Sweating Bullets (1991–1993)
9/10
Should have been bigger than it was.
7 July 2023
Warning: Spoilers
Unlike those family friendly light action shows that adorned our TV screens throughout the 80's Tropical Heat came out in the early 90's. However, It was a bit more adult in its delivery as set in the Florida Keys, most episodes featured BIG chested scantily clad blondes in TINY Bikini's in the background of most episodes so it was hardly suitable for prime time. My Introduction came in early 1994. I was 20 years old, and I'd just moved out of my parent's house and had my first flat and I was still revelling in my new found freedom by staying up all night drinking beer and smoking cigarettes (and maybe other things too). And I discovered Tropical Heat purely by accident skipping through channels at about 2am. I really enjoyed it and was hooked from then on. Now I know that the show is HUGE in Serbia, but I'm not sure how big it was in other countries. One thing I CAN tell you for sure, is that you can ask 1000 random people here in the UK if they've ever heard of this show and about 999 of them will give the answer NO!

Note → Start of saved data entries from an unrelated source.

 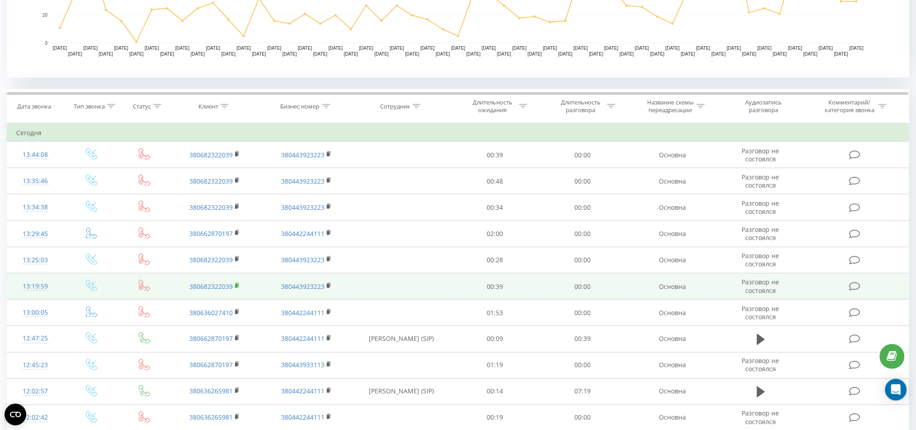 I want to click on div: Тип звонка, so click(x=89, y=106).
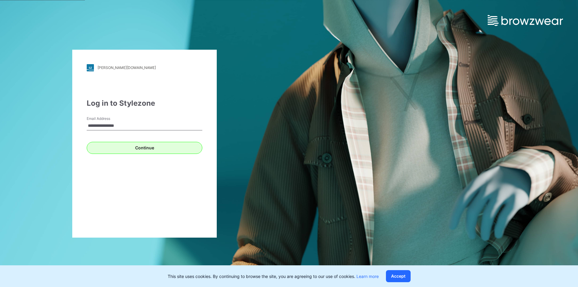 This screenshot has height=287, width=578. What do you see at coordinates (525, 20) in the screenshot?
I see `img: browzwear-logo.e42bd6dac1945053ebaf764b6aa21510.svg` at bounding box center [525, 20].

The show focuses on Nick Slaughter, played by Rob Stewart, (The Dana Andrews of the 1990's), a disgraced Ex-DEA agent now exiled to the tropical island paradise known as Key Mariah. He's a private eye who through financial necessity has formed an uneasy partnership with Sylvie Gerrard (Carolyn Dunn). She handles the paperwork and the books and he does the gumshoeing. However, given that this series lasted for three seasons and never once left the Island, Key Mariah must have had a higher crime rate per capita than Detroit and Chicago combined.

The efficient Sylvie is constantly butting heads with Nick, who would rather spend his time drinking at the Tropical Heat bar, run and owned by his friend Ian (John David Bland), who mainly appears for comic vignettes at the start and end of each episode, although his character is fleshed out and gets in on the action from time to time. Midway though season two, Bland was dropped from the series, (apparently bitter about his reduced role) and was replaced for the remainder of the series by Huckleberry Finn himself Ian Tracey, who played new bar owner Spider.

The plots of each episode are for the most part light hearted and comedic and the action was seldom gratuitous or overly violent and that was part of its appeal, that despite the added sexuality, it still remained predominately inoffensive, (unless you're a feminist that is).

In the intervening three decades since I first saw this show, I have now been able to hunt down a copy of all the episodes and I still watch them regularly....usually in the winter when it's blowing a gale or pouring with rain or even worse, snowing. As when the weather's that bad, (which is often here), it's nice to escape into a far away world of sun, sand, sea and BABES...and tap my feet to that damn catchy theme tune.

This TV show never fails to cheer me up.